What was the creative process like?

So much of the art practice of modern artists involves handling objects and playing with them. From that play emerges the form, then the structure and then the meaning. You can also start the other way round, with research, and by accumulating, engaging with, even acting out, the archive. Here you construct an exhibit and a body of meaning in a more self-conscious way.

While playing with the object, you tell the tailor to stitch in a certain way. That becomes your vocabulary of material transformed in process. Put it on a dummy, it drapes and falls.

By and large, I took recourse to humour, irony, parody to open up space for a production of meanings, or to be provocative and playful such as making a woman's dress out of jockstraps, a humorous pointer to the world of cross gender.

Earlier, in the city of garbage I had created fantasies of scale, texture and material. It had a direct reference to ecology, urban displacement and the fragile lives of the majority of people and their social matrix.

Here, once the found object or trash object which was spatialised in terms of the city got located on to the body, its placement and layering opened up an altogether different range of complex references. These include aspects of desire, sexuality and eroticism, to my forgotten subjectivities; from private body fantasies to economic production processes all speaking through a matter-of-fact object.

What kind of responses did you come across?
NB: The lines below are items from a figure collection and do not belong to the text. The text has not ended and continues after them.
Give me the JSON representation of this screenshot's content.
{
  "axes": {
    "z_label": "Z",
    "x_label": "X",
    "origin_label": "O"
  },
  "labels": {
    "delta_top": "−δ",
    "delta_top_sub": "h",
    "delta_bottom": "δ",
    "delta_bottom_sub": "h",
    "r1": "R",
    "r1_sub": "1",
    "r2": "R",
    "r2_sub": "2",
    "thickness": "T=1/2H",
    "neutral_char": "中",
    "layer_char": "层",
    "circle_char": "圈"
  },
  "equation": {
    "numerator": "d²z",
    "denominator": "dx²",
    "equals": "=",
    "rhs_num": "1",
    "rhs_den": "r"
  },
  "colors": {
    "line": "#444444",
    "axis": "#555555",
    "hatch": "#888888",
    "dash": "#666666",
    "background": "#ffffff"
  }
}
With children aged four to 13 or so accompanying adults it was a different dynamic the garment was a dress to be worn, or a large toy. At the other end, my Marxist friends got pleasure out of seeing a fresh politics emerging from the exhibition a strong and vivid materiality that can become the very critique of commodification, a playland culture which manages to upturn the order of things. The show's open-endedness made it receptive to an entire spectrum of viewers.

The show was preceded by a live performance on a ramp that you had fashioned at the gallery. If live performance was so integral to the show, how was a viewer supposed to respond to the static garments resting on their armatures?
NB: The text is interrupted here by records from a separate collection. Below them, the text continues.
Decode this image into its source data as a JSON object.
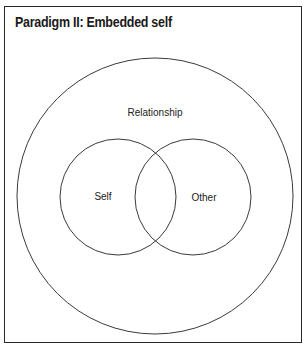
{
  "title": "Paradigm II: Embedded self",
  "diagram": {
    "type": "venn-nested",
    "outer": {
      "label": "Relationship"
    },
    "circles": [
      {
        "label": "Self"
      },
      {
        "label": "Other"
      }
    ],
    "stroke_color": "#3a3a3a",
    "border_color": "#2a2a2a"
  }
}
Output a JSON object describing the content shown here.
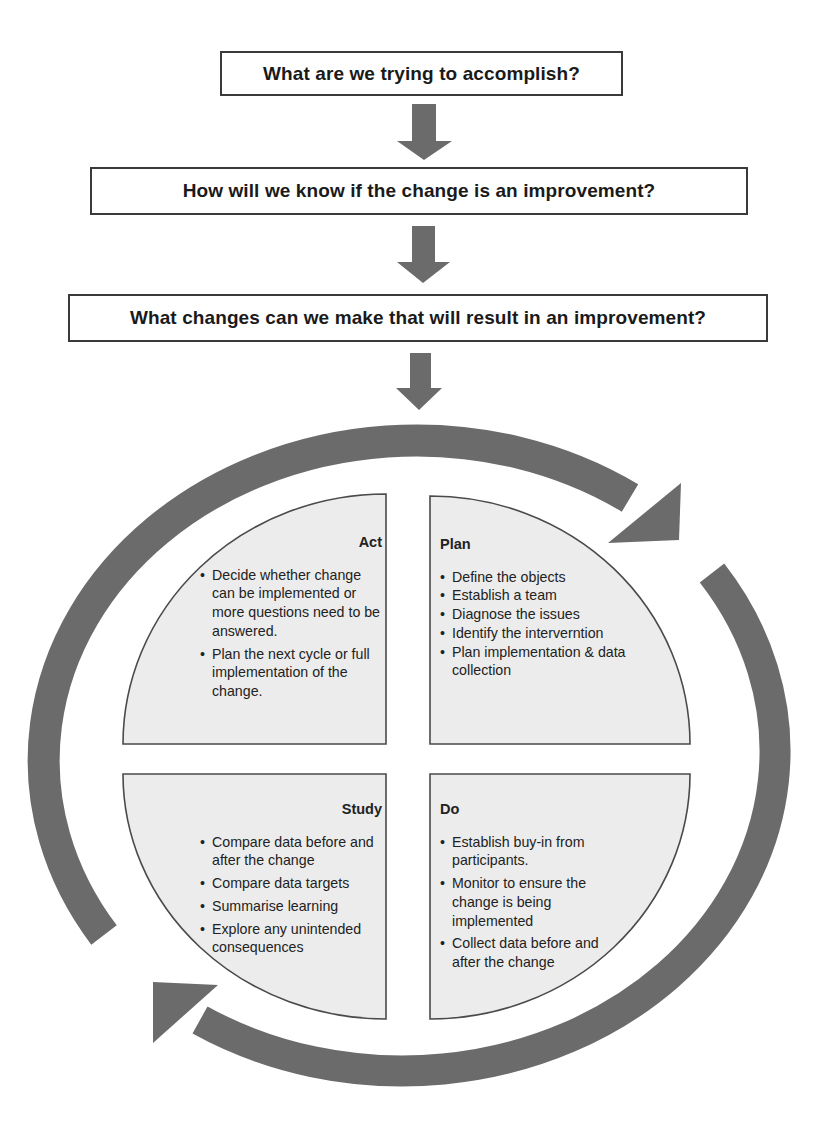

It was part of a process. I realised that to make garments I would need a designer to help craft it and then tailors. When it was time to get the garment photographed, the designer said it would make a difference if it was worn by a model, so that the photograph would give us a sense of its presence. This led to the next step if you have a model, then you walk her or him down the ramp. So a basic performative unit was formed.
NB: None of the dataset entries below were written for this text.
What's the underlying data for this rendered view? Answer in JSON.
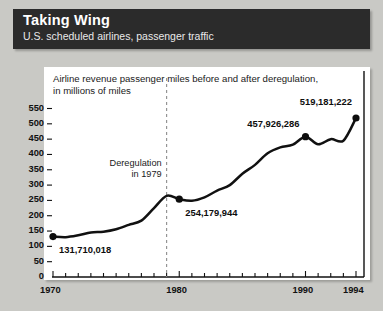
{
  "header": {
    "title": "Taking Wing",
    "subtitle": "U.S. scheduled airlines, passenger traffic"
  },
  "chart_caption": {
    "line1": "Airline revenue passenger miles before and after deregulation,",
    "line2": "in millions of miles"
  },
  "annotation": {
    "line1": "Deregulation",
    "line2": "in 1979",
    "year": 1979
  },
  "colors": {
    "page_background": "#c9c9c5",
    "header_background": "#2b2b2b",
    "header_text": "#ffffff",
    "panel_background": "#ffffff",
    "line": "#111111",
    "marker": "#0d0d0d",
    "axis": "#111111",
    "dashed_guide": "#8c8c8c"
  },
  "chart_data": {
    "type": "line",
    "title": "Airline revenue passenger miles before and after deregulation, in millions of miles",
    "xlabel": "",
    "ylabel": "",
    "xlim": [
      1970,
      1994
    ],
    "ylim": [
      0,
      550
    ],
    "ytick_labels": [
      "0",
      "50",
      "100",
      "150",
      "200",
      "250",
      "300",
      "350",
      "400",
      "450",
      "500",
      "550"
    ],
    "yticks": [
      0,
      50,
      100,
      150,
      200,
      250,
      300,
      350,
      400,
      450,
      500,
      550
    ],
    "xtick_labels": [
      "1970",
      "1980",
      "1990",
      "1994"
    ],
    "xticks": [
      1970,
      1980,
      1990,
      1994
    ],
    "xtick_minor_interval": 1,
    "grid": false,
    "legend": false,
    "x": [
      1970,
      1971,
      1972,
      1973,
      1974,
      1975,
      1976,
      1977,
      1978,
      1979,
      1980,
      1981,
      1982,
      1983,
      1984,
      1985,
      1986,
      1987,
      1988,
      1989,
      1990,
      1991,
      1992,
      1993,
      1994
    ],
    "values": [
      132,
      130,
      136,
      145,
      148,
      156,
      170,
      184,
      225,
      265,
      254,
      249,
      260,
      282,
      300,
      337,
      366,
      404,
      423,
      432,
      458,
      433,
      450,
      445,
      519
    ],
    "markers": [
      {
        "year": 1970,
        "value": 132,
        "label": "131,710,018"
      },
      {
        "year": 1980,
        "value": 254,
        "label": "254,179,944"
      },
      {
        "year": 1990,
        "value": 458,
        "label": "457,926,286"
      },
      {
        "year": 1994,
        "value": 519,
        "label": "519,181,222"
      }
    ],
    "annotations": [
      {
        "text": "Deregulation in 1979",
        "x": 1979,
        "type": "vertical-dashed-line"
      }
    ]
  }
}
I was clear that just as I was in the art world bringing in fashion, I would bring art into the fashion world, exploring the spectrum between model, actor, dancer, and non-artist interpreting the garment and walking the ramp to see the kind of dynamics it created.

The idea of models seems odd for your garment show.

People asked me why I included fashion models with their overdefined looks when the spirit of garments was totally different. I wanted the garment to be inhabited for its performative aspect, and when it came to be imaged by the model I saw myself enter a form of popular culture. That is how modelling and fashion circulate, in terms of a public that is by and large very different from the art-going public.

I was not entering fashion as a commodity culture of supply and demand and seasonal collections. This one show would be my pertinent statement pointing towards the cross-presence of art and fashion as exemplified by the Metropolitan Museum of Art's retrospective of Alexander McQueen's garments made, among other things, of sea shells and feathers. In the museum this master craftsman's work moves into a different realm and makes us relook at art objects with a corresponding visuality. Remember, the 20th century saw art objects using the ephemeral a la the postage stamp enter the museum.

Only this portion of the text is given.